Well that was about one foot away from being a relieving thrill of a night. Instead, it’s borderline despair.
You can usually tell when it’s been an exceptionally wild game, because the narrative part of the EBS gets longer, and longer, and longer, as I’m writing chunks while the game plays out. This time, there are not only a lot of chunks, but they are completely random and disjointed because this game was completely random and disjointed.
I’m also feeling kinda sick at this point when I start to let myself think about the bigger picture and what is happening to the Cubs, so my thoughts get all jumbled. Oh, also, it’s 12:45 am my time, and I’m very tired.
I can’t even get into half the ridiculous, surprising, concerning, enraging, unbelievable stuff that happened in this 13-inning game. Like, Patrick Wisdom simply not running from first on a grounder up the first base line – even after the ball kicked away into foul territory off the first baseman’s glove – creating an easy 3-6 double-play barely even registers on the bizarreness scale. There were yahoos running on the field in extras. These things were barely a blip. (OK, well, the Wisdom one kinda sticks with me, because he might’ve scored later in the inning.)
The Cubs’ 12th inning featured a screaming grounder up the line on which the Diamondbacks made a diving play, and a 399-foot shot to the deepest part of the park by Yan Gomes that would’ve left 12 other ballparks. When those two things produced outs instead of runs, that’s when the sinking feeling REALLY arrived.
Of course, Drew Smyly bailed the Cubs out in the bottom of the 12th by pitching around traffic, and the Cubs did take the lead again in the 13th. And then the Diamondbacks, down to their last strike, tied it on a line drive off of Hayden Wesneski that Dansby Swanson just barely couldn’t make a play on. Just God Tier bizarre stuff. All night. All night.
Then a base hit scores the winning run by this much:
Sometimes baseball sucks.
For the first time IN HIS CAREER, Marcus Stroman was tonight asked to pitch on back-to-back days. You know it’s desperation time when the starting pitcher whose season was maybe over is instead coming back, with no rehab assignment, to pitch back-to-back nights out of the bullpen, including trying to close a game in the 10th. Stroman pitched well in the frame, giving up only a single, but that single scored the free runner, so the game marched on.
That means the entirety of extra innings for the Cubs was pitched by guys who were in their opening day rotation.
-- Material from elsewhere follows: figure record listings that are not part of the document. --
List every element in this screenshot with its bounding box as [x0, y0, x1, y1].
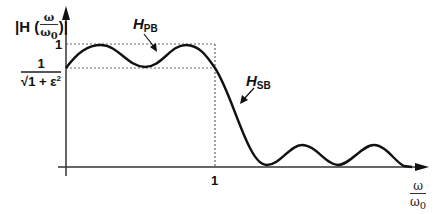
passband-guide-lines	[66, 44, 215, 167]
x-axis-label: ω ω0	[410, 180, 426, 211]
ripple-numerator: 1	[37, 57, 44, 71]
y-tick-ripple-level: 1 √1 + ε2	[18, 57, 64, 88]
ripple-denominator: √1 + ε2	[21, 71, 61, 88]
x-axis-arrow-icon	[415, 163, 429, 171]
y-axis-label-prefix: |H (	[15, 19, 39, 34]
x-axis-label-den: ω0	[410, 193, 426, 211]
response-curve	[66, 45, 412, 167]
axes	[58, 16, 422, 176]
x-axis-label-num: ω	[413, 180, 423, 193]
y-tick-one: 1	[55, 38, 62, 51]
stopband-label: HSB	[246, 73, 271, 91]
passband-label: HPB	[133, 16, 158, 34]
x-tick-one: 1	[211, 174, 218, 187]
y-axis-label-num: ω	[44, 12, 54, 24]
y-axis-label-suffix: )|	[59, 19, 68, 34]
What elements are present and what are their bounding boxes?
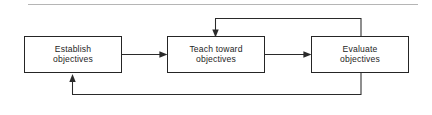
arrowhead-into-evaluate-left [303,51,311,58]
node-label-evaluate-line1: Evaluate [343,44,378,54]
node-label-teach-line2: objectives [196,54,236,64]
connector-evaluate-to-establish-feedback [73,73,362,95]
node-label-teach-line1: Teach toward [189,44,242,54]
diagram-canvas: Establish objectives Teach toward object… [0,0,432,115]
instructional-cycle-diagram: Establish objectives Teach toward object… [0,0,432,115]
arrowhead-into-establish-bottom [69,74,75,82]
node-label-establish-line1: Establish [55,44,91,54]
node-label-evaluate-line2: objectives [340,54,380,64]
node-label-establish-line2: objectives [53,54,93,64]
arrowhead-into-teach-left [159,51,167,58]
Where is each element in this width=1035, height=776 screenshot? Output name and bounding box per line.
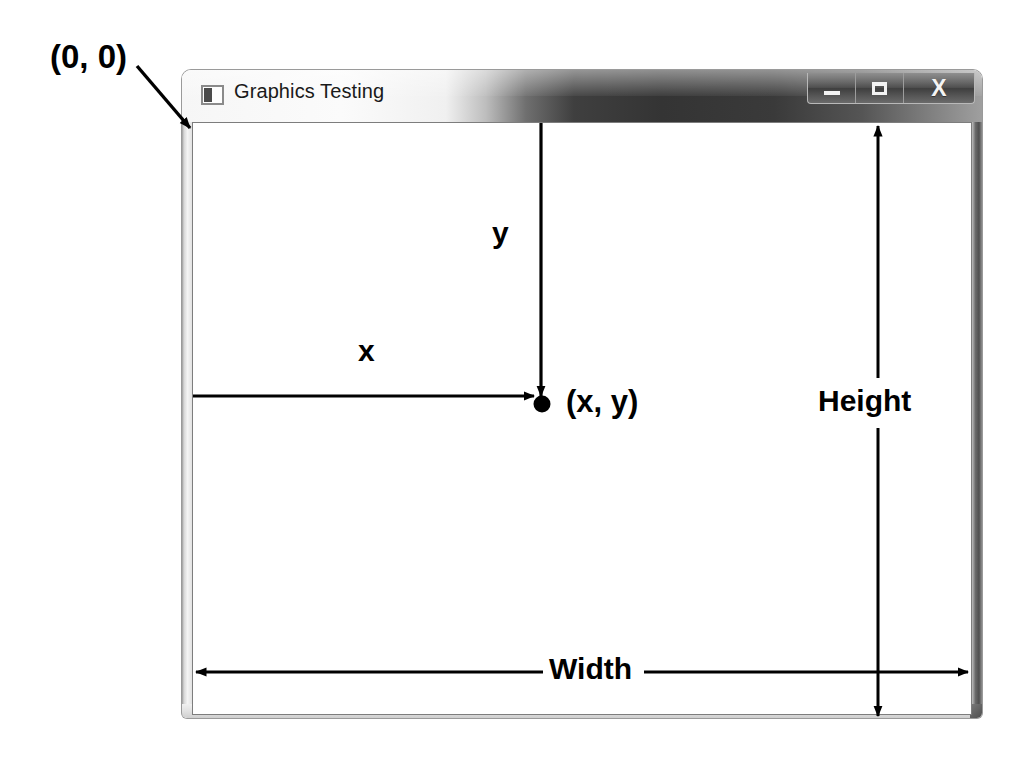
close-button[interactable]: X [904, 73, 974, 103]
window-icon[interactable] [201, 85, 224, 105]
window-border-right [972, 122, 982, 718]
window-border-left [182, 122, 192, 718]
minimize-icon [824, 91, 840, 95]
height-label: Height [818, 386, 911, 416]
window-title: Graphics Testing [234, 80, 384, 103]
width-label: Width [543, 654, 638, 684]
x-label: x [358, 336, 375, 366]
point-coordinate-label: (x, y) [566, 386, 638, 417]
maximize-icon [872, 82, 887, 95]
diagram-canvas: Graphics Testing X [0, 0, 1035, 776]
close-icon: X [931, 77, 946, 100]
window-title-bar[interactable]: Graphics Testing X [182, 70, 982, 122]
window-controls: X [807, 73, 975, 104]
maximize-button[interactable] [856, 73, 904, 103]
minimize-button[interactable] [808, 73, 856, 103]
origin-label: (0, 0) [50, 40, 127, 73]
y-label: y [492, 218, 509, 248]
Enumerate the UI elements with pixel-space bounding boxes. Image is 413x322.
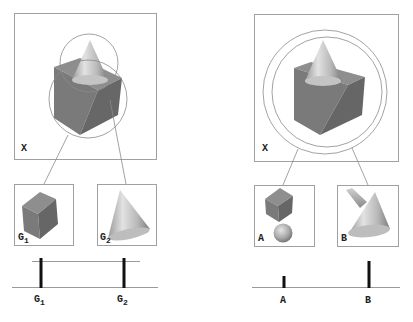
thumbnail-g1: G1 — [15, 185, 74, 246]
thumbnail-b-label: B — [341, 233, 347, 244]
right-scene-label: X — [262, 143, 268, 154]
thumbnail-g2: G2 — [98, 185, 157, 246]
left-bar-g2 — [123, 258, 126, 288]
right-panel: X A B A B — [252, 15, 400, 307]
svg-text:G2: G2 — [117, 294, 128, 307]
right-bar-a — [283, 276, 286, 288]
left-panel: X G1 G2 G1 G2 — [12, 14, 158, 308]
thumbnail-a: A — [255, 186, 315, 247]
thumbnail-a-sphere-icon — [274, 224, 293, 243]
thumbnail-g2-subscript: 2 — [106, 236, 111, 245]
right-bar-b — [368, 261, 371, 288]
svg-text:G1: G1 — [34, 294, 45, 307]
right-tick-label-b: B — [365, 295, 371, 306]
left-bar-g1 — [40, 258, 43, 288]
right-tick-label-a: A — [280, 295, 286, 306]
thumbnail-b: B — [338, 186, 399, 247]
diagram: X G1 G2 G1 G2 — [0, 0, 413, 322]
left-scene-label: X — [21, 143, 27, 154]
thumbnail-a-label: A — [258, 233, 264, 244]
thumbnail-g1-subscript: 1 — [24, 236, 29, 245]
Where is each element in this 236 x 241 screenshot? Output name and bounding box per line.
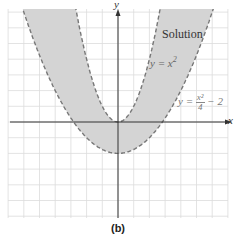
- y-axis-label: y: [114, 0, 119, 10]
- equation-label-outer: y = x²4 − 2: [178, 93, 223, 112]
- figure-caption: (b): [0, 222, 236, 234]
- eq1-text: y = x: [150, 57, 173, 69]
- eq2-rhs: − 2: [205, 95, 223, 107]
- eq1-exponent: 2: [173, 55, 177, 64]
- eq2-denominator: 4: [196, 103, 205, 112]
- eq2-fraction: x²4: [196, 93, 205, 112]
- solution-label: Solution: [162, 27, 203, 42]
- eq2-lhs: y =: [178, 95, 196, 107]
- equation-label-inner: y = x2: [150, 55, 177, 69]
- x-axis-label: x: [228, 114, 233, 126]
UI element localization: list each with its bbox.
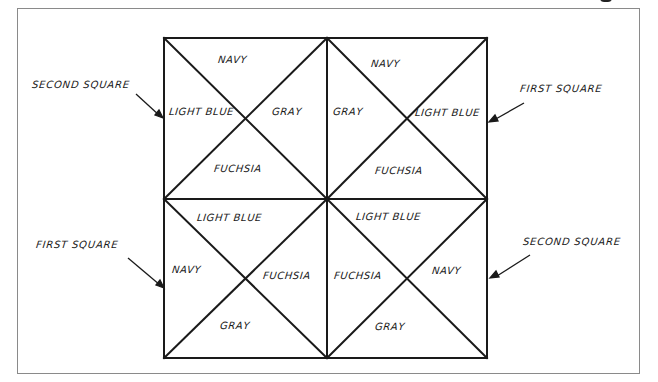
arrow-head-icon xyxy=(156,280,164,288)
triangle-label-right: LIGHT BLUE xyxy=(414,107,480,118)
callout-first-square: FIRST SQUARE xyxy=(519,83,603,94)
triangle-label-left: FUCHSIA xyxy=(333,270,382,281)
triangle-label-right: GRAY xyxy=(271,106,302,117)
arrow-line xyxy=(128,258,160,285)
triangle-label-left: NAVY xyxy=(171,264,201,275)
triangle-label-left: LIGHT BLUE xyxy=(168,106,234,117)
callout-second-square: SECOND SQUARE xyxy=(522,236,621,247)
callout-first-square: FIRST SQUARE xyxy=(35,239,119,250)
triangle-label-right: NAVY xyxy=(431,265,461,276)
triangle-label-top: NAVY xyxy=(217,54,247,65)
quilt-grid xyxy=(0,0,658,382)
triangle-label-left: GRAY xyxy=(332,106,363,117)
triangle-label-top: LIGHT BLUE xyxy=(196,212,262,223)
triangle-label-top: NAVY xyxy=(370,58,400,69)
arrow-line xyxy=(497,255,530,276)
arrow-head-icon xyxy=(489,115,498,122)
triangle-label-bottom: FUCHSIA xyxy=(213,163,262,174)
triangle-label-bottom: GRAY xyxy=(374,321,405,332)
triangle-label-bottom: GRAY xyxy=(219,320,250,331)
arrow-head-icon xyxy=(490,271,499,278)
callout-second-square: SECOND SQUARE xyxy=(31,79,130,90)
triangle-label-top: LIGHT BLUE xyxy=(355,211,421,222)
arrow-head-icon xyxy=(155,110,163,118)
triangle-label-right: FUCHSIA xyxy=(262,270,311,281)
triangle-label-bottom: FUCHSIA xyxy=(374,165,423,176)
arrow-line xyxy=(494,103,524,120)
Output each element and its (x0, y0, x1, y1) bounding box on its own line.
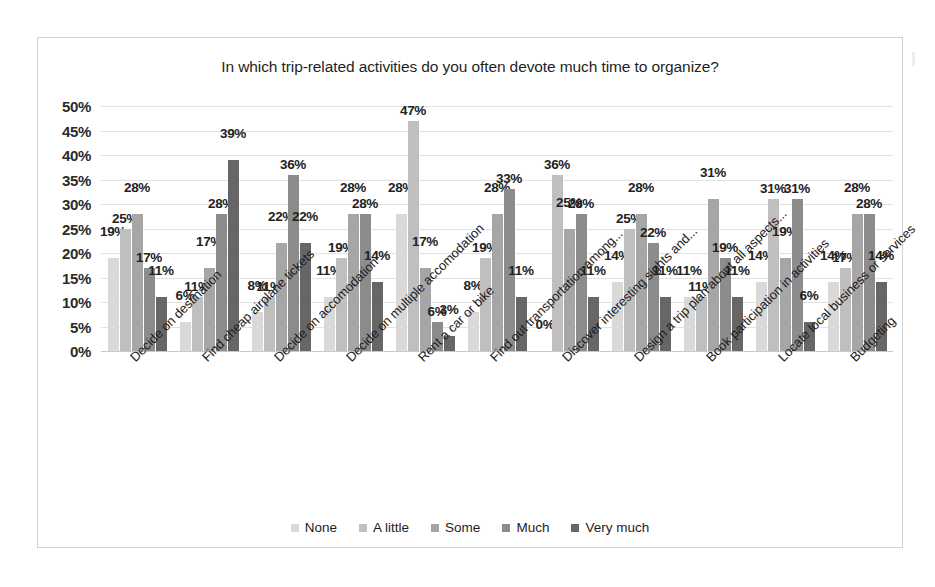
y-axis-tick: 0% (70, 343, 91, 360)
legend-item[interactable]: Some (431, 520, 480, 535)
scan-artifact (912, 52, 915, 66)
bar-much[interactable]: 31% (792, 106, 803, 351)
y-axis: 50%45%40%35%30%25%20%15%10%5%0% (38, 106, 95, 351)
legend-swatch (431, 524, 439, 532)
bar-rect (276, 243, 287, 351)
bar-group: 19%25%28%17%11% (101, 106, 173, 351)
y-axis-tick: 10% (62, 294, 91, 311)
bar-rect (492, 214, 503, 351)
y-axis-tick: 25% (62, 220, 91, 237)
legend-item[interactable]: Much (502, 520, 549, 535)
legend-label: None (305, 520, 337, 535)
bar-much[interactable]: 28% (216, 106, 227, 351)
bar-some[interactable]: 28% (852, 106, 863, 351)
bar-rect (108, 258, 119, 351)
bar-none[interactable]: 19% (108, 106, 119, 351)
bar-a-little[interactable]: 19% (336, 106, 347, 351)
y-axis-tick: 5% (70, 318, 91, 335)
bar-some[interactable]: 25% (564, 106, 575, 351)
bar-some[interactable]: 17% (204, 106, 215, 351)
bar-much[interactable]: 28% (576, 106, 587, 351)
bar-rect (180, 322, 191, 351)
bar-value-label: 22% (292, 209, 318, 224)
bar-some[interactable]: 28% (348, 106, 359, 351)
legend-label: A little (373, 520, 409, 535)
bar-a-little[interactable]: 25% (624, 106, 635, 351)
y-axis-tick: 20% (62, 245, 91, 262)
bar-a-little[interactable]: 25% (120, 106, 131, 351)
y-axis-tick: 30% (62, 196, 91, 213)
bar-rect (396, 214, 407, 351)
chart-legend: NoneA littleSomeMuchVery much (38, 520, 902, 535)
bar-a-little[interactable]: 36% (552, 106, 563, 351)
bar-rect (132, 214, 143, 351)
legend-item[interactable]: Very much (571, 520, 649, 535)
bar-some[interactable]: 31% (708, 106, 719, 351)
legend-swatch (502, 524, 510, 532)
y-axis-tick: 15% (62, 269, 91, 286)
bar-value-label: 11% (508, 263, 533, 278)
y-axis-tick: 50% (62, 98, 91, 115)
bar-a-little[interactable]: 11% (192, 106, 203, 351)
chart-card: In which trip-related activities do you … (37, 37, 903, 548)
bar-a-little[interactable]: 11% (696, 106, 707, 351)
chart-title: In which trip-related activities do you … (38, 58, 902, 76)
bar-much[interactable]: 28% (864, 106, 875, 351)
x-axis: Decide on destinationFind cheap airplane… (101, 354, 893, 504)
bar-value-label: 11% (148, 263, 173, 278)
legend-swatch (291, 524, 299, 532)
legend-label: Much (516, 520, 549, 535)
bar-a-little[interactable]: 17% (840, 106, 851, 351)
bar-a-little[interactable]: 11% (264, 106, 275, 351)
y-axis-tick: 40% (62, 147, 91, 164)
legend-swatch (571, 524, 579, 532)
legend-label: Some (445, 520, 480, 535)
bar-a-little[interactable]: 47% (408, 106, 419, 351)
y-axis-tick: 35% (62, 171, 91, 188)
legend-item[interactable]: None (291, 520, 337, 535)
legend-item[interactable]: A little (359, 520, 409, 535)
bar-much[interactable]: 22% (648, 106, 659, 351)
bar-some[interactable]: 19% (780, 106, 791, 351)
bar-much[interactable]: 19% (720, 106, 731, 351)
bar-much[interactable]: 28% (360, 106, 371, 351)
bar-some[interactable]: 22% (276, 106, 287, 351)
y-axis-tick: 45% (62, 122, 91, 139)
bar-some[interactable]: 28% (132, 106, 143, 351)
bar-value-label: 39% (220, 126, 246, 141)
bar-some[interactable]: 28% (492, 106, 503, 351)
bar-much[interactable]: 17% (144, 106, 155, 351)
bar-value-label: 6% (800, 288, 819, 303)
legend-swatch (359, 524, 367, 532)
bar-much[interactable]: 36% (288, 106, 299, 351)
bar-much[interactable]: 33% (504, 106, 515, 351)
bar-rect (120, 229, 131, 352)
legend-label: Very much (585, 520, 649, 535)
I used up a lot of my screaming about the top of the 10th in the moment, so I don’t have the energy here to express just how much I believe the Cubs got screwed. The short version is that Cody Bellinger got hit by a pitch on the hand, the ball bounced straight back to the pitcher. It was ruled that it hit the knob of his bat, and Bellinger was out. On replay, you could see the pitch hit and ripple his hand – which he was showing everyone on the field, by the way, completely with a red welt – but it was somehow not overturned. Instead of first and third with nobody out, the first out was in the books, and the runner at third did not end up scoring (to give the Cubs what would have been the winning run). Screw job of the highest order.
Which isn’t to say the Cubs didn’t shoot themselves in the foot plenty, as they have all week.
The Cubs, knowing that they cannot knock baserunners in anymore, have resorted to making sure all baserunners get thrown out. That’s what it seems like over the past week, anyway. More guys thrown out on the bases than big clutch hits.
To be fair-ish, the one that led to that joke was an Ian Happ steal that was overturned on replay by an eyelash. The Cubs also lost a late review at first base by an eyelash, and ALSO lost the COMPLETELY INCORRECT review on the Bellinger HBP in extra-innings, and ALSO lost a Bellinger two-run homer on a review that showed it was just foul. The Cubs were once again a combined five inches away from doing so much more damage.
… but the thing is, they were also facing Zach Davies tonight. They needed to make their own damages, inches or no inches. It was hours ago, but yes, the Cubs did have lots of chances to put up crooked numbers on Davies, and that’s primarily on them for not doing it.
It was a mostly standard Kyle Hendricks start tonight, albeit on the less-happy end of his usual spectrum. He kept things competitive, the harder contact started to come the second and third times through the order, and by the middle of the 6th inning, he was out, having allowed three runs and requiring Jose Cuas to come in and get out of a heart-stopping inning.
I think Nick Madrigal may have left with an injury at one point, because Miles Mastrobuoni replaced him in the field for one inning and then Patrick Wisdom took the next at bat. So that could be an issue.
David Ross opted to lose Pete Crow-Armstrong from center field in order to get Miguel Amaya an at bat (decent match-up, I get it), but then moved Christopher Morel to center field from the DH – losing the DH – instead of sending out Alexander Canario, who can play center field. So, in case you were wondering JUST HOW EXTREMELY Ross does not want to play Canario.
The Cubs were thrown out at first base by a quarter step approximately 800 times tonight, a record.
What else. What else. I don’t even know. I want to go throw up and then sleep.